Of all the women, however, who need the Home Service of the Red Cross she who is about to become a mother needs it most of all. Thus a young wife came to the Red Cross office and told the worker there how frightened she was at the thought of what she was about to experience.

"If only Jack were here," she sobbed.

"You must meet Mrs. Smith," suggested the Home Service worker. "Her husband and her only boy are both in France. I'm sure that if you should like her she'd be glad to come and live with you for a few months."

The young woman and Mrs. Smith became friends at once and, as the older woman had been a trained nurse, the coming of the baby that has since arrived was converted into a source of eagerly anticipated joy.

At such times and, indeed, whenever there is sickness, the Home Service worker arranges for the presence of a doctor and a nurse, or secures admission to a hospital for the woman, if that is desirable. She sees also that the young mother becomes acquainted with those who can give her instruction about the care of the baby and herself.

No one, of course, can fill the place which the husband or the son has left—neither the Red Cross nor the other members of the family—but Home Service offers to women the kind of counsel and advice which their men would like to obtain for them, and, by helping them out of perplexity, by saving them from loneliness and friendlessness, gives to the men in the trenches or on shipboard that feeling of security about the folks at home which enables them to fight with unimpaired morale.

Review of Chapter III

1. What is the first and hardest thing that the family of the man in the service has to bear?

2. What binds the members of a family together?

3. What must the family do in order to lessen as much as possible the handicap caused by the absence of the man?

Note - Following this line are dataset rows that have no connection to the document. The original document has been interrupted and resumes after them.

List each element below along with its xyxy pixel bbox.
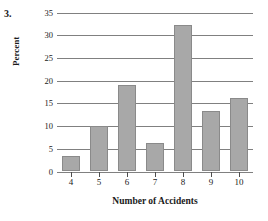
x-axis-tick-labels: 45678910 bbox=[57, 172, 253, 194]
x-tick-label: 10 bbox=[227, 178, 251, 187]
y-tick-label: 0 bbox=[31, 168, 53, 177]
y-axis-title: Percent bbox=[11, 0, 21, 66]
bar bbox=[90, 126, 108, 171]
y-tick-label: 35 bbox=[31, 9, 53, 18]
bar bbox=[202, 111, 220, 171]
bar bbox=[118, 85, 136, 171]
y-axis-tick-labels: 05101520253035 bbox=[29, 13, 53, 172]
x-tick-label: 4 bbox=[59, 178, 83, 187]
x-tick-label: 7 bbox=[143, 178, 167, 187]
y-tick-label: 5 bbox=[31, 145, 53, 154]
bar bbox=[146, 143, 164, 171]
x-tick-label: 5 bbox=[87, 178, 111, 187]
y-tick-label: 30 bbox=[31, 31, 53, 40]
bar bbox=[62, 156, 80, 171]
bar bbox=[230, 98, 248, 171]
y-tick-label: 20 bbox=[31, 77, 53, 86]
bar bbox=[174, 25, 192, 171]
x-axis-title: Number of Accidents bbox=[57, 196, 253, 206]
x-tick-label: 6 bbox=[115, 178, 139, 187]
x-tick-label: 8 bbox=[171, 178, 195, 187]
y-tick-label: 15 bbox=[31, 99, 53, 108]
y-tick-label: 25 bbox=[31, 54, 53, 63]
x-tick-label: 9 bbox=[199, 178, 223, 187]
figure-container: 3. Percent 05101520253035 45678910 Numbe… bbox=[0, 0, 268, 221]
bar-series bbox=[57, 13, 253, 172]
y-tick-label: 10 bbox=[31, 122, 53, 131]
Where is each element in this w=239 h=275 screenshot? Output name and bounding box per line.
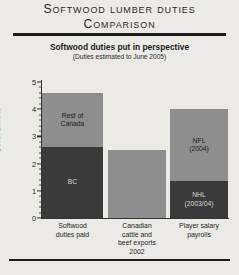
bar <box>108 150 166 218</box>
y-axis-minor-tick-mark <box>39 212 41 213</box>
y-axis-minor-tick-mark <box>39 158 41 159</box>
y-axis-tick-label: 0 <box>32 214 36 223</box>
y-axis-minor-tick-mark <box>39 207 41 208</box>
y-axis-minor-tick-mark <box>39 147 41 148</box>
y-axis-minor-tick-mark <box>39 130 41 131</box>
chart-title-line-1: Softwood Lumber Duties <box>0 2 239 17</box>
y-axis-minor-tick-mark <box>39 152 41 153</box>
y-axis-tick-mark <box>37 190 41 191</box>
plot-area: 012345BCRest of CanadaNHL (2003/04)NFL (… <box>42 82 229 218</box>
y-axis-minor-tick-mark <box>39 103 41 104</box>
y-axis-tick-label: 5 <box>32 78 36 87</box>
y-axis-tick-label: 2 <box>32 159 36 168</box>
y-axis-minor-tick-mark <box>39 174 41 175</box>
bar-segment: NHL (2003/04) <box>170 181 228 218</box>
bar-segment: BC <box>42 147 103 218</box>
x-axis-category-label: Player salary payrolls <box>170 222 228 239</box>
title-divider <box>13 33 226 36</box>
y-axis-tick-mark <box>37 109 41 110</box>
y-axis-label: $U.S. Billions <box>0 108 2 152</box>
y-axis-minor-tick-mark <box>39 92 41 93</box>
y-axis-minor-tick-mark <box>39 185 41 186</box>
chart-title: Softwood Lumber Duties Comparison <box>0 2 239 31</box>
y-axis-minor-tick-mark <box>39 141 41 142</box>
bar-segment: NFL (2004) <box>170 109 228 181</box>
y-axis-tick-mark <box>37 217 41 218</box>
chart-subtitle-note: (Duties estimated to June 2005) <box>0 52 239 61</box>
bar-segment-label: BC <box>68 178 77 186</box>
y-axis-minor-tick-mark <box>39 169 41 170</box>
x-axis-category-label: Softwood duties paid <box>42 222 103 239</box>
y-axis-minor-tick-mark <box>39 179 41 180</box>
y-axis-minor-tick-mark <box>39 125 41 126</box>
chart-title-line-2: Comparison <box>0 17 239 32</box>
bar-segment-label: NHL (2003/04) <box>184 191 213 208</box>
y-axis-minor-tick-mark <box>39 114 41 115</box>
y-axis-tick-mark <box>37 81 41 82</box>
chart-subtitle-main: Softwood duties put in perspective <box>0 42 239 52</box>
chart-subtitle: Softwood duties put in perspective (Duti… <box>0 42 239 61</box>
y-axis-tick-mark <box>37 163 41 164</box>
y-axis-minor-tick-mark <box>39 120 41 121</box>
y-axis-tick-label: 1 <box>32 186 36 195</box>
y-axis-tick-label: 4 <box>32 105 36 114</box>
y-axis-minor-tick-mark <box>39 196 41 197</box>
y-axis-minor-tick-mark <box>39 98 41 99</box>
bar: BCRest of Canada <box>42 93 103 218</box>
y-axis-minor-tick-mark <box>39 87 41 88</box>
footer-divider <box>9 259 230 261</box>
y-axis-minor-tick-mark <box>39 201 41 202</box>
bar-segment <box>108 150 166 218</box>
y-axis-tick-label: 3 <box>32 132 36 141</box>
y-axis-tick-mark <box>37 136 41 137</box>
bar: NHL (2003/04)NFL (2004) <box>170 109 228 218</box>
x-axis-category-label: Canadian cattle and beef exports 2002 <box>108 222 166 256</box>
bar-segment: Rest of Canada <box>42 93 103 147</box>
bar-segment-label: Rest of Canada <box>61 112 85 129</box>
bar-segment-label: NFL (2004) <box>189 137 209 154</box>
chart-figure: Softwood Lumber Duties Comparison Softwo… <box>0 0 239 275</box>
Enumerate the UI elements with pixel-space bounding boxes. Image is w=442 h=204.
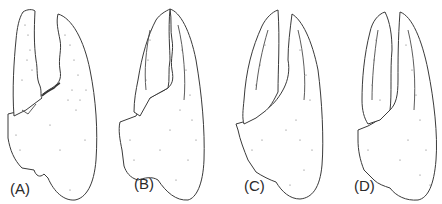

4. Give an illustration showing how Home Service helped a soldier's mother to overcome her loneliness.

5. What evidence can you give to show that many families are likely to be newcomers to the neighborhood in which they live?

6. What kind of information can the families of men in the service obtain from the Home Service Sections?

7. Show by illustration how Home Service has helped women in the financial mangement of the home: (a) When there has been a decrease in income. (b) When there has been an increase in income.

8. Is it ever desirable for a woman with children to obtain employment outside of her home?

9. In what phase of housekeeping does Home Service often find that women are unskilled?

10. How does Home Service help the sick?